A month later, she knew she was pregnant. But Stavros had told her that in March he would be going to Greece to help his mother out. He wasn’t sure how long he would stay—a few weeks, a month at
most. So, thought Fern, now would be a cruel time to tell him this news. He would be back by the end of her first trimester. She had never thought in such terms, but she had heard Heather and Anna use them.

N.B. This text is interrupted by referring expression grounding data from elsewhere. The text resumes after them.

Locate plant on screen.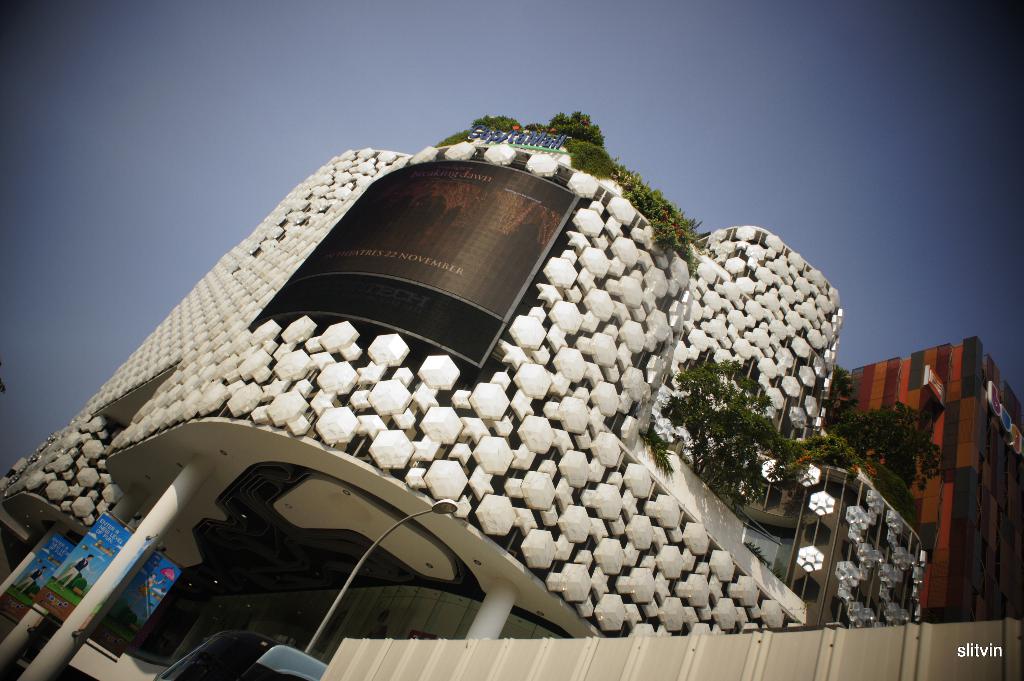
On screen at <bbox>645, 357, 817, 518</bbox>.
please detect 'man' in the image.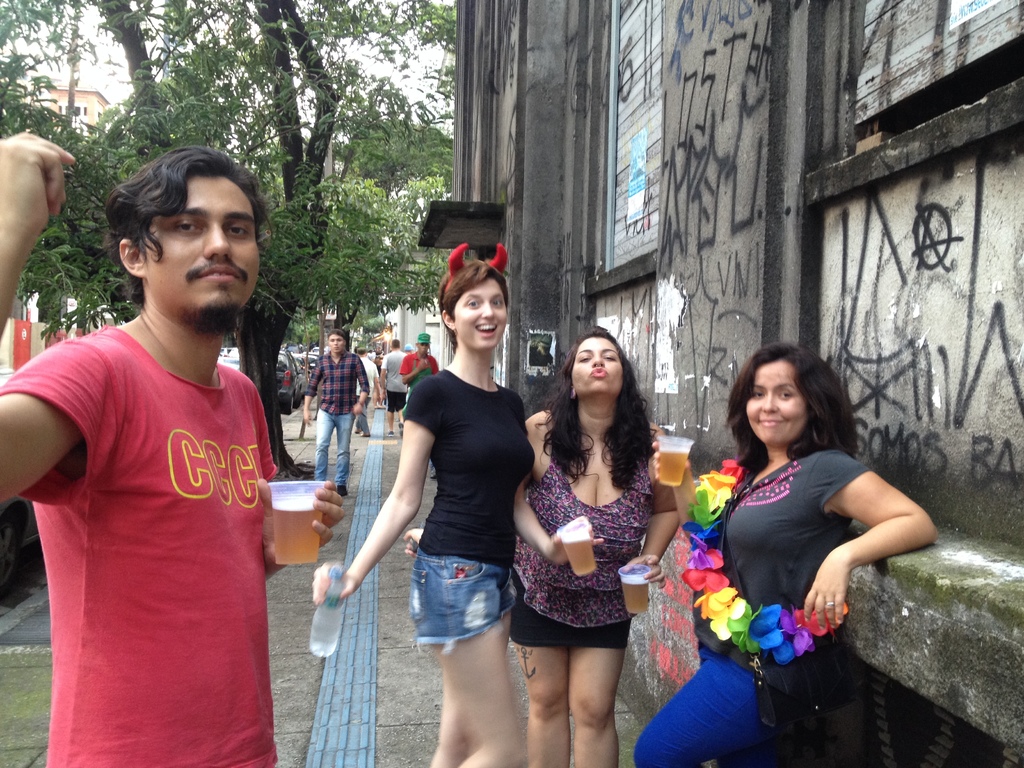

As weeks turned to months, she began to wonder how much this baby really had to do with Stavros at all. One night when she struggled toward sleep (such nights were increasingly frequent), Fern lay in her bed, miserably alert, and asked herself if she had allowed the baby to be conceived because she hoped it would create so vast a love that every other love, every foolish memory of love, even this new love, would be eclipsed. Was she so weary of endings that she was determined to make her own, far less fragile beginning, one she would share with no one so that no one could take it away?

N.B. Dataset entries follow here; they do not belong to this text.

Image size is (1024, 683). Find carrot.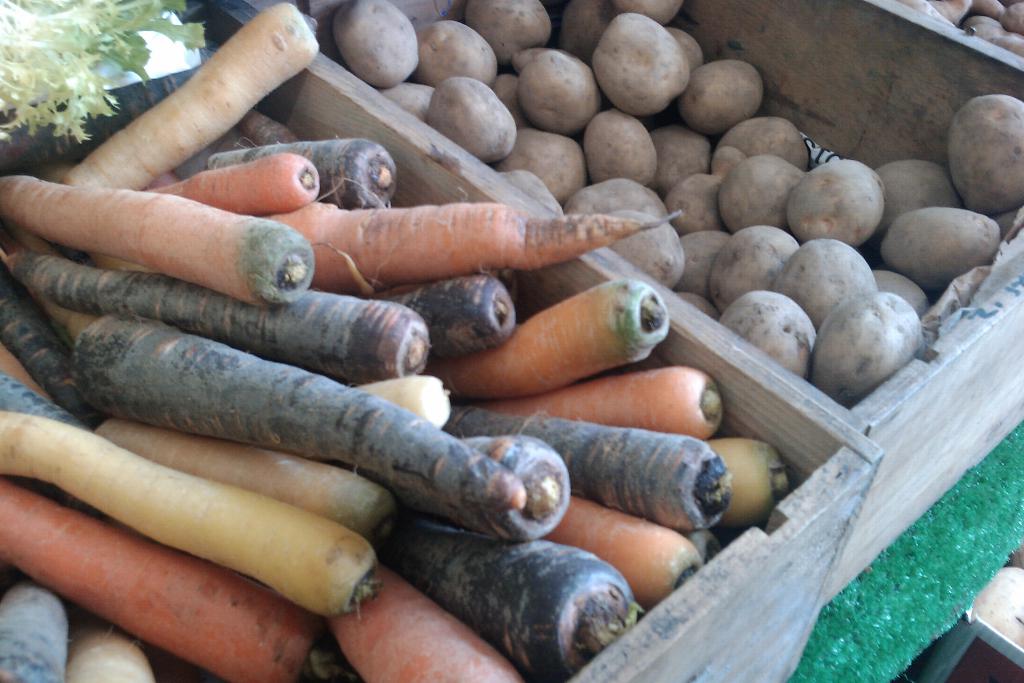
x1=21, y1=94, x2=768, y2=660.
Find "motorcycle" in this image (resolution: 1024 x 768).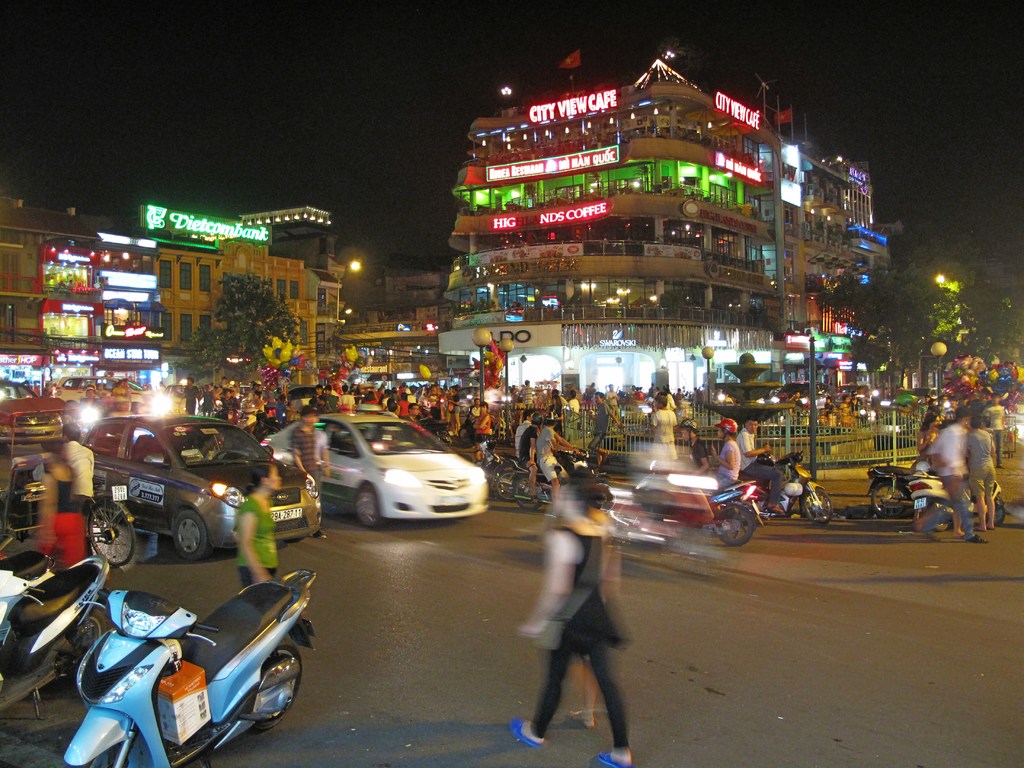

FERN LIES ON HER LEFT SIDE (best for the baby, her books instruct), exhausted but wakeful yet again. The lights of a car move maple branches across the wall, across a painting of boats at sea. It doesn’t help that, through the wall, Dennis snores like a truck idling without a muffler. At least it obliterates any noise from the other bedroom. Tony, she knows, makes love silent as a stone—but Richard she’d take for a man of vocal, jubilant lust.
She goes downstairs for water. Returning from the kitchen, she hears Fenno’s voice: “Midnight cravings?” She looks into the living room, where the voluptuous white chairs, all vacant, cast off a neon blue.
“Out here.” His voice carries through an open window.
She steps onto the porch. He lies on a hammock that wasn’t there before. Well, he knows this place and its hidden possessions; she can guess, from what she’s seen, that the absent Ralph deems a hammock too scruffy or even third-worldly to suit his aesthetic. Probably a gift from a houseguest, it is not even white but as garishly colored as a macaw, even in the moonlight.
“You couldn’t sleep?” says Fern.
“Next to the human chainsaw?” He laughs quietly. “I never knew, before this visit, just what my sister-in-law endures—what she keeps in line.”